Lisson Gallery is pleased to announce an exhibition of new paintings and
sculpture by Julião Sarmento, his first solo show in London since 2002.
This exhibition is comprised of new mixed media paintings and a sculpture that
extend Sarmento’s continuing fascination with the transgression of boundaries
and the dichotomies those transgressions often illuminate, such as spirituality and
eroticism, sexuality and morality, speech and dialogue. By silk-screening
fragments of text from an essay by the French thinker Maurice Blanchot directly
onto the surface of the paintings, he integrates language with his iconic images.
The number three often recurs throughout Sarmento’s practice; in this exhibition
it is manifest from his use of his three signature colours: yellow ochre, burnt
sienna and grey, to the de-contextualised dialogue he creates via himself,
Blanchot and Bataille.
Read moreFurther reflecting his interest in the notion of trilogy, each painting relies on three
key elements; the silk screened texts by Blanchot, the female figures and hand-
drawn phrases such as I Love You Too Much and You Take My Breath Away, which
are also the titles of the works. The gallery space too becomes part of the work,
as the architecture containing each group of paintings he installs by colour in
three separate rooms.
Responding to the vaguely oppressive lower-ground gallery space, Sarmento has
cast a single life-size sculpture from resin and fibreglass entitled I Love You Too
Much (with crate), 2006. In all of his depictions of female figures, Sarmento
avoids his work becoming portraiture by omitting the face. Far from making a
‘statement’ however, the absence of facial features enables his female forms to
remain purely figurative. “The moment you add even so much as a nostril or the
hint of a mouth, you begin to give the figure the specific identity. This is never
my intention.”
Julião Sarmento lives and works in Estoril, Portugal. Born in 1948, he has
exhibited worldwide since his first show in 1969. He has been included in two
Documentas and three Venice Biennales. His work is represented in public and
private collections worldwide, including The Hirshorn Museum and Sculpture
Garden, Washington D.C., the San Francisco Museum of Modern Art, The
Guggenheim Museum, New York; MoMA, New York; the Musée National d’Art
Moderne Centre Georges Pompidou, Paris; the Van Abbemuseum, Eindhoven;
and the Hara Museum of Contemporary Art, Tokyo.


▶ [Exercise objective] Send back the records exactly as written, with no images.

▶ [Extracted information]
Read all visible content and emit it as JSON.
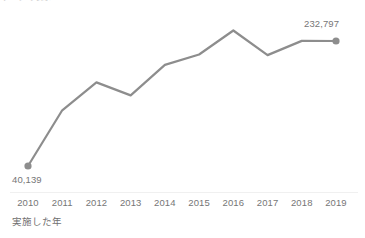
{
  "chart_data": {
    "type": "line",
    "title": "",
    "xlabel": "実施した年",
    "ylabel": "",
    "categories": [
      "2010",
      "2011",
      "2012",
      "2013",
      "2014",
      "2015",
      "2016",
      "2017",
      "2018",
      "2019"
    ],
    "values": [
      40139,
      126000,
      169000,
      149000,
      196000,
      212000,
      249000,
      211000,
      233000,
      232797
    ],
    "point_labels": {
      "first": "40,139",
      "last": "232,797"
    },
    "ylim": [
      0,
      260000
    ],
    "grid": false,
    "legend": false,
    "legend_position": "none",
    "series": [
      {
        "name": "実施した年",
        "values": [
          40139,
          126000,
          169000,
          149000,
          196000,
          212000,
          249000,
          211000,
          233000,
          232797
        ]
      }
    ],
    "annotations": [
      {
        "category": "2010",
        "text": "40,139",
        "position": "below"
      },
      {
        "category": "2019",
        "text": "232,797",
        "position": "above"
      }
    ]
  },
  "colors": {
    "line": "#8d8d8d",
    "marker": "#8d8d8d",
    "axis": "#f0f0f0",
    "label_text": "#767676",
    "clipped_text": "#cccccc"
  },
  "clipped_header": {
    "text": "データの表示"
  },
  "axis": {
    "x_title": "実施した年",
    "ticks": [
      "2010",
      "2011",
      "2012",
      "2013",
      "2014",
      "2015",
      "2016",
      "2017",
      "2018",
      "2019"
    ]
  }
}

▶ [Answer section]
Read all visible content and emit it as JSON.
{
  "chart_data": {
    "type": "line",
    "title": "",
    "xlabel": "実施した年",
    "ylabel": "",
    "categories": [
      "2010",
      "2011",
      "2012",
      "2013",
      "2014",
      "2015",
      "2016",
      "2017",
      "2018",
      "2019"
    ],
    "values": [
      40139,
      126000,
      169000,
      149000,
      196000,
      212000,
      249000,
      211000,
      233000,
      232797
    ],
    "point_labels": {
      "first": "40,139",
      "last": "232,797"
    },
    "ylim": [
      0,
      260000
    ],
    "grid": false,
    "legend": false,
    "legend_position": "none",
    "series": [
      {
        "name": "実施した年",
        "values": [
          40139,
          126000,
          169000,
          149000,
          196000,
          212000,
          249000,
          211000,
          233000,
          232797
        ]
      }
    ],
    "annotations": [
      {
        "category": "2010",
        "text": "40,139",
        "position": "below"
      },
      {
        "category": "2019",
        "text": "232,797",
        "position": "above"
      }
    ]
  },
  "colors": {
    "line": "#8d8d8d",
    "marker": "#8d8d8d",
    "axis": "#f0f0f0",
    "label_text": "#767676",
    "clipped_text": "#cccccc"
  },
  "clipped_header": {
    "text": "データの表示"
  },
  "axis": {
    "x_title": "実施した年",
    "ticks": [
      "2010",
      "2011",
      "2012",
      "2013",
      "2014",
      "2015",
      "2016",
      "2017",
      "2018",
      "2019"
    ]
  }
}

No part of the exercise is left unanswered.